Monday 2 June 2008

What Bhutanese own by the numbers

31 May, 2008 - Watches, radios, rice cookers and choeshams (altars) were among the most widely owned assets by Bhutanese households in both urban and rural areas, according to the 2007 Bhutan Living Standard Survey report.

More than 73 percent of the households owned watches, 62 percent rice cookers and radios, 51.3 percent choeshams, 46.5 percent water boilers, 39.3 percent mobile phones, 37.7 percent TVs and 28.3 percent modern stoves.

One in 10 households owns a family car and one in 20 households a computer, a washing machine and a microwave oven.

Except for radios, grinding machines and power tillers, the rate of ownership of most assets was typically much higher in urban areas, according to the report.

On land ownership, about two in five households were landless, with the proportion of landless in urban areas at 82 percent, twice the national average. In rural areas, one out of every five households was landless. Land holdings in rural areas were not very large, with only one in 10 rural households owning more than five acres. About 5,800 households in urban areas owned between 0.01 to five acres and 1,000 owned more than five acres.

About one in 20 urban households owns cattle, three percent own poultry and one percent own pigs. In rural Bhutan, a third of the households own more than five cattle and half the households own poultry.

As in previous reports, the primary source of income was farm enterprises, followed closely by wages. In urban areas, seven out of 10 households’ primary source of income was wages and, for about 20 percent of households, business was the main income source. One in five urban households had secondary sources of income. In rural areas, three-fifths earned mainly from their farms and two in five had more than one source of income.

The average monthly household expenditure for Bhutan was estimated at Nu 13,823, while the average per capita consumption a person a month was Nu 2,755. Given the smaller household size in urban areas, average per capita consumption was 2.3 times higher than in rural areas. The top 20 percent spent close to half the total consumption expenditure in the country, while the share of the bottom 20 percent was six percent.

Total food consumption amounted to Nu 681 million, 37 percent by the urban population and the remainder by the rural.

The 2007 survey report estimates an extrapolated population at about 630,000 and about 125,000 households in the country, with one fourth residing in urban areas.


#### Problem to solve
Search the data for the string "JSON" and extract every line where it appears.

-- Information given follows --

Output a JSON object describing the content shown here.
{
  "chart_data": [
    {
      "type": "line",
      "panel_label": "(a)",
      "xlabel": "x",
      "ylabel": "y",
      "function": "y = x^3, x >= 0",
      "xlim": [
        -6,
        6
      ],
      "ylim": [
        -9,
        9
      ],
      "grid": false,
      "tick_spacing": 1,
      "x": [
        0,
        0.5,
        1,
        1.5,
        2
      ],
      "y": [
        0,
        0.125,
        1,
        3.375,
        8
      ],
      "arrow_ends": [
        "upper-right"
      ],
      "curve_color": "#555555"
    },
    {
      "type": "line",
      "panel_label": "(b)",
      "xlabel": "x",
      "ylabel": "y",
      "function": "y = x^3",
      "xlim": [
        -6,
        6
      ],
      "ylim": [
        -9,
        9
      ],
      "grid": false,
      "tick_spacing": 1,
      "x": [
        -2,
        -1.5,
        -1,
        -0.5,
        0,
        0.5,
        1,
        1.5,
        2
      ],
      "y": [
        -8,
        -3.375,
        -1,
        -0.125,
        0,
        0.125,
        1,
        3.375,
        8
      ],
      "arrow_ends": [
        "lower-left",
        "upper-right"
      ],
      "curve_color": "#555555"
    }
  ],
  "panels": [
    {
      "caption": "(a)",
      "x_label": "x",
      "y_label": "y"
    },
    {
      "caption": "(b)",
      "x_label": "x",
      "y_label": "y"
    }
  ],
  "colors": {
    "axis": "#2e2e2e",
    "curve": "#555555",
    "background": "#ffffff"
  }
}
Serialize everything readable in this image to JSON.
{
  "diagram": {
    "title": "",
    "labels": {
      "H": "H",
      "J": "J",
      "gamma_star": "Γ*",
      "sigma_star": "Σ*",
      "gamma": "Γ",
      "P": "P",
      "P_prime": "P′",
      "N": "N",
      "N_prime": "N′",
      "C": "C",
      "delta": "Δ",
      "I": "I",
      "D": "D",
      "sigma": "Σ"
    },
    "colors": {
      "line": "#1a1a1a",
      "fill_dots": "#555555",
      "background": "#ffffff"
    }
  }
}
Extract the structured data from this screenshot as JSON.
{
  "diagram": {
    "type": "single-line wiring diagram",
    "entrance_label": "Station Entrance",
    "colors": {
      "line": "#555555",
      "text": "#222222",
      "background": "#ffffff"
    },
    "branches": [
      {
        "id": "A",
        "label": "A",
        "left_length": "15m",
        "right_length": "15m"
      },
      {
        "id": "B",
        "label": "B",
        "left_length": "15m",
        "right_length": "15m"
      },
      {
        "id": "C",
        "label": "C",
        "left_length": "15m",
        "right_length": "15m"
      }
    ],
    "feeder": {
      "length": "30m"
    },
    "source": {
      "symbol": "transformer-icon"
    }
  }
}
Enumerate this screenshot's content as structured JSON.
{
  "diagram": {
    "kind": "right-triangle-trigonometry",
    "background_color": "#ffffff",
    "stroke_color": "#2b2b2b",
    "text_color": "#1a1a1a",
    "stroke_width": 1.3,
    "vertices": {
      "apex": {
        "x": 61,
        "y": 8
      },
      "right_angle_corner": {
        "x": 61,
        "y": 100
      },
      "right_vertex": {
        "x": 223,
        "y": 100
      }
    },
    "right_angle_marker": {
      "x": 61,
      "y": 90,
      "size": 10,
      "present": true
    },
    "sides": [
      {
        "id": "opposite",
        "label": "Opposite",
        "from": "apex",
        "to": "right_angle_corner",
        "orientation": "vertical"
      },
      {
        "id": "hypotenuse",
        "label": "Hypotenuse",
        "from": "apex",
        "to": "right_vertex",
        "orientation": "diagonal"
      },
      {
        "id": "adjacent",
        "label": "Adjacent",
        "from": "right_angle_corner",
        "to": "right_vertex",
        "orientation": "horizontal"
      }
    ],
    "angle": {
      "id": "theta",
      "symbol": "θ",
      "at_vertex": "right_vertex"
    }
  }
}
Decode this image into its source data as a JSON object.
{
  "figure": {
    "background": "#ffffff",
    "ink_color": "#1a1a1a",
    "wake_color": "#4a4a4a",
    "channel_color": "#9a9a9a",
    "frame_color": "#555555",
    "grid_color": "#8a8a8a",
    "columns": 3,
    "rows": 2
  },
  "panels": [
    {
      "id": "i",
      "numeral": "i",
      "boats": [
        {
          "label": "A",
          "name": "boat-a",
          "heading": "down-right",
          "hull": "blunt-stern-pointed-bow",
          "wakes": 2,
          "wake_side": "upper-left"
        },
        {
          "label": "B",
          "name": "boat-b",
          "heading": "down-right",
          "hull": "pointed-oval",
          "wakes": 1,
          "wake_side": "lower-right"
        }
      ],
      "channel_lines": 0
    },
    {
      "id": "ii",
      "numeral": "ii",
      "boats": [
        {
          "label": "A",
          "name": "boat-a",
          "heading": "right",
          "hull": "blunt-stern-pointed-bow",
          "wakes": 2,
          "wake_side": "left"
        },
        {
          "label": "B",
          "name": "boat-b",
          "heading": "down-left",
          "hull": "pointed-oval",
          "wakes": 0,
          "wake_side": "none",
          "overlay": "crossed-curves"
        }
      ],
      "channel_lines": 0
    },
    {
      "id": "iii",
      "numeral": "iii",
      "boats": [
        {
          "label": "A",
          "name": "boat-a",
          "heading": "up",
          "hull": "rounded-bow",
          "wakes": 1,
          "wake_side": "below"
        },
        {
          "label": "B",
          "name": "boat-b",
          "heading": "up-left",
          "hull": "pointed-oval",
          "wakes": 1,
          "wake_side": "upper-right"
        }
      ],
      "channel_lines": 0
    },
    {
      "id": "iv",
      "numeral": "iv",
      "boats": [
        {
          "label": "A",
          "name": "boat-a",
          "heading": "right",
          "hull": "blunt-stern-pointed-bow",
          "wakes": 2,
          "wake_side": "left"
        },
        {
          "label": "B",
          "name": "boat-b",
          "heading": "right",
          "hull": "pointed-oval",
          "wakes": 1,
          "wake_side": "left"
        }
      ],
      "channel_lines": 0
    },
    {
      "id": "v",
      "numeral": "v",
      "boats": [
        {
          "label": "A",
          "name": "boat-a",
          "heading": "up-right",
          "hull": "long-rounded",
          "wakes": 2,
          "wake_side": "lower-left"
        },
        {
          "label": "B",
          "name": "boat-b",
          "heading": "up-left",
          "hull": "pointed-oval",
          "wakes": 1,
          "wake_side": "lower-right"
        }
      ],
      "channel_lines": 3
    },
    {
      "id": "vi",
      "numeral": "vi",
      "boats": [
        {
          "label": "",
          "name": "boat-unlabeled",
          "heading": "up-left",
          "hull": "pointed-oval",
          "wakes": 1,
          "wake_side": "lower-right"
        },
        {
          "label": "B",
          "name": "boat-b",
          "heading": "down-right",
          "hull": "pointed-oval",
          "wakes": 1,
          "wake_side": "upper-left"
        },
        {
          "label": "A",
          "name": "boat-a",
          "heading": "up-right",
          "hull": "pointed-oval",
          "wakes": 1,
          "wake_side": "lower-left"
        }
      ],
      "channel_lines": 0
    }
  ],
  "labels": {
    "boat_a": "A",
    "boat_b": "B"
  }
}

-- Information given concluded --
-- Information given follows --

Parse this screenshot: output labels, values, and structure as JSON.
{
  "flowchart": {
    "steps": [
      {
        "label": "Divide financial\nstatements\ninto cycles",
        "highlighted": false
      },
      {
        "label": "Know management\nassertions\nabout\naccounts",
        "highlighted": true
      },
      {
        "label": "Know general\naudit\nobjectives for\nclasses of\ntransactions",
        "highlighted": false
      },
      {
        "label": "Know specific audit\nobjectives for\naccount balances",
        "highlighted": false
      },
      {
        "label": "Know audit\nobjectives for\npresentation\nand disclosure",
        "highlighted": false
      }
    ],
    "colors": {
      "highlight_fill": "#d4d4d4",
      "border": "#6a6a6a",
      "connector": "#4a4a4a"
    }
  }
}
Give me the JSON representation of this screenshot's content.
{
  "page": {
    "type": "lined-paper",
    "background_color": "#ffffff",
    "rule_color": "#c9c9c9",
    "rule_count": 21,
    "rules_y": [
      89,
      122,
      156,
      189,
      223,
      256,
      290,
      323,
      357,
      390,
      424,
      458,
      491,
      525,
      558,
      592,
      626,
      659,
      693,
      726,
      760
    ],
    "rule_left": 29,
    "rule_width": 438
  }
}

-- Information given concluded --
-- Information given follows --

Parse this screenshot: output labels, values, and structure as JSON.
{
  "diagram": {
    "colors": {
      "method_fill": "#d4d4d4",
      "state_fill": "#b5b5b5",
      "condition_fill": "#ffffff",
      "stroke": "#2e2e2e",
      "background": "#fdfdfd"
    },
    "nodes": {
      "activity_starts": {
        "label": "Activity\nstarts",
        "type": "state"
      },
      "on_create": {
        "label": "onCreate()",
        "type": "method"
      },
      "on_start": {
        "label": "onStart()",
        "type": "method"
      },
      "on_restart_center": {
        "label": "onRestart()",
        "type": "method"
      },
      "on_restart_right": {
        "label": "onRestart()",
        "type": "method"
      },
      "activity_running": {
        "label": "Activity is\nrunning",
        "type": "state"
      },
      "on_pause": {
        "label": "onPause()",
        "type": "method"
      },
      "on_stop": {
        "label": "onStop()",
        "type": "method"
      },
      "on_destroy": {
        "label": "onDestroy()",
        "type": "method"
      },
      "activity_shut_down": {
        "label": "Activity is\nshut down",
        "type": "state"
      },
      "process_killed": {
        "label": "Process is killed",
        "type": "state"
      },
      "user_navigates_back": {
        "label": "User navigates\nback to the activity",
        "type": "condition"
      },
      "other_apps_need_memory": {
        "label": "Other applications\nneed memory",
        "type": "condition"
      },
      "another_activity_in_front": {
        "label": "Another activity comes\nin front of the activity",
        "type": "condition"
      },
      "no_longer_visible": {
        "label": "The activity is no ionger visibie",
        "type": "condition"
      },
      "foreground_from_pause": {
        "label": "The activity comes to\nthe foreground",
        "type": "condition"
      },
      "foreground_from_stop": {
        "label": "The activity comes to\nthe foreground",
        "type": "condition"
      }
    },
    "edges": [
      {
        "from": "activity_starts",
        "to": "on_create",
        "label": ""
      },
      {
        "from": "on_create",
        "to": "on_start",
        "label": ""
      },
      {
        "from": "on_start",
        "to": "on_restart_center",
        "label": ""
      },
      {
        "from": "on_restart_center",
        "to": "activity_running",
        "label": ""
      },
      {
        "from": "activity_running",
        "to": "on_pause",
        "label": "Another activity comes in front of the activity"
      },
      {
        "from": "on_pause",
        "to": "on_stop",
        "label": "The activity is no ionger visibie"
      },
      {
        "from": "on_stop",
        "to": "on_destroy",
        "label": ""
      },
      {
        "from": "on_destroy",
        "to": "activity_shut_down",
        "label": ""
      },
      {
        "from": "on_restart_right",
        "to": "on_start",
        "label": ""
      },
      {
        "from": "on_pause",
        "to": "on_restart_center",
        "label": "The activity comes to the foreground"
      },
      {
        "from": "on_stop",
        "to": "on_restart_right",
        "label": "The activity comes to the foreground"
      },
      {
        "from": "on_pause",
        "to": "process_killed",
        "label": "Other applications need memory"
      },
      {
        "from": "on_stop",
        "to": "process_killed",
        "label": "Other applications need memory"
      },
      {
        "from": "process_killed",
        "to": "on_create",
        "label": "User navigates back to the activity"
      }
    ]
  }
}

-- Information given concluded --

#### Reply to the exercise
Output a JSON object describing the content shown here.
Serialize everything readable in this image to JSON.
Extract the structured data from this screenshot as JSON.
Enumerate this screenshot's content as structured JSON.
Decode this image into its source data as a JSON object.
Parse this screenshot: output labels, values, and structure as JSON.
Give me the JSON representation of this screenshot's content.
Parse this screenshot: output labels, values, and structure as JSON.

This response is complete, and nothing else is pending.